Athens was able to receive the support of many Greek states, principally in northern and central Greece. These states had likely been approached during the Nemean Games that took place in summer 323, where representatives of most city-states gathered. The Aetolian League was the most natural ally, as its members were equally concerned by the Exiles' Decree. The alliance was possibly concluded in mid-September 323 BC. Other allies from the area joined successively in this chronological order: Thessaly except Pelinna, Oetaea except Heraklea, Achaea Phthiotis except Phthiotic Thebes, Malis except Lamia, Doris, Locris, Phokis, Ainis, Alyzeia, Dolopia, Athamania, the island of Leukas in the Ionian Sea, some of the Molossians in Epirus. Alliances were also concluded further north with some Illyrian and Thracian tribes. N. G. L. Hammond also mentions that the Odrysian king Seuthes III was at war with Macedonia at the same time, but does not connect this revolt to the Lamian War.
File:The Acrocorinth and the Corinthian Gulf from the Castle of Penteskoufi on January 10, 2020.jpg|thumb|The Acrocorinth fortress, with Corinth and the Corinthian Gulf behind.
In the Peloponnese, Argos, Sicyon, the Acte peninsula including Epidaurus and Troezen, Phlius, Elis, and Messenia joined the Hellenic League. These cities followed Athens at a later date than the northern cities, as the treaty between Athens and Phokis is dated from 27 October, while that with Sicyon is from 23 December. It showed that Athens' diplomatic effort continued over several months after the beginning of the war.
Sparta refused to join, mainly because of their losses during the War of Agis III, but also because the war was led by Athens, which had refused to support Agis.
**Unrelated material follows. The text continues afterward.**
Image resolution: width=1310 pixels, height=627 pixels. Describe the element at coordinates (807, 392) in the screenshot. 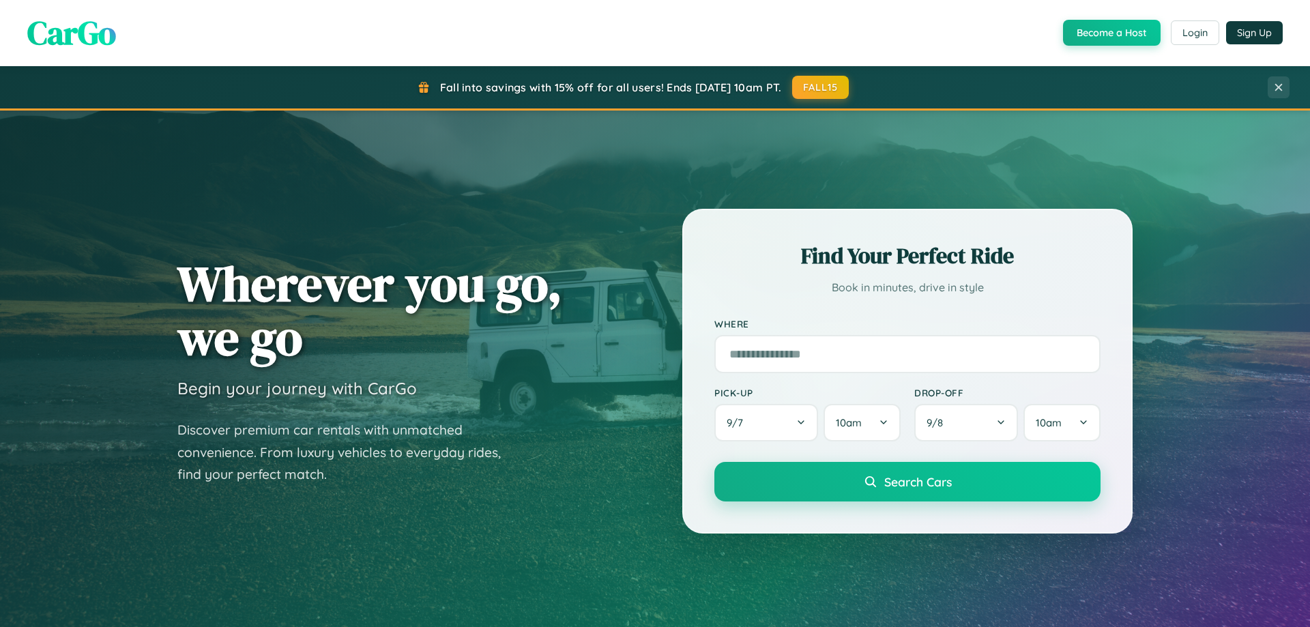

I see `label: Pick-up` at that location.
In addition, Sparta did not want to join an alliance that counted its traditional enemies Argos and Messenia. Several leading Spartans were also held hostages by Macedonia in Asia. Kleonai rejected the alliance with Athens, despite its earlier diplomatic overture during the Nemean Games nearby. Arcadian states remained neutral, likewise because of their losses during the War of Agis. Although the Arcadians were initially pro-Macedonian, it is possible that Demosthenes convinced them to withdraw from their alliance with Macedonia while he was in exile in Troezen. Rewarded for his diplomatic help in the Peloponnese, Demosthenes was recalled to Athens during the winter of 323–322 BC.
The Hellenic League had much less success in the Aegean Sea, as only Rhodes and Carystus answered favourably. The other islanders probably felt more threatened by the imperialism of Athens than that of Macedonia, and were more sympathetic to the cause of Samos, still occupied by Athens. Although Rhodes expelled its Macedonian garrison at the same time as the war, it might not have joined the Hellenic League.
Nevertheless, very few states in Greece remained loyal to Macedonia, apart from the Euboean League, still resentful at Athens for its recent interventions in the island, and Boeotia. After the destruction of Thebes in 335 BC, its territory was shared between the other Boeotian cities, which now feared that Athens would restore it. Acarnania still supported Macedonia, because of Oiniadai, which had been taken by the Aetolian League. For an unknown reason, the Acarnanian city of Alyzeia sided alone with the Hellenic League.
Macedonia also had garrisons in the acropoleis of Thebes and Corinth. The occupation of the Acrocorinth ensured the neutrality of Corinth and also prevented the Peloponnesian states from joining their armies with that of northern states, as it blocked the Isthmus. Ioanna Kralli notes that apart Sicyon, "the Peloponnesian participants demonstrated lack of commitment" during the war as a result.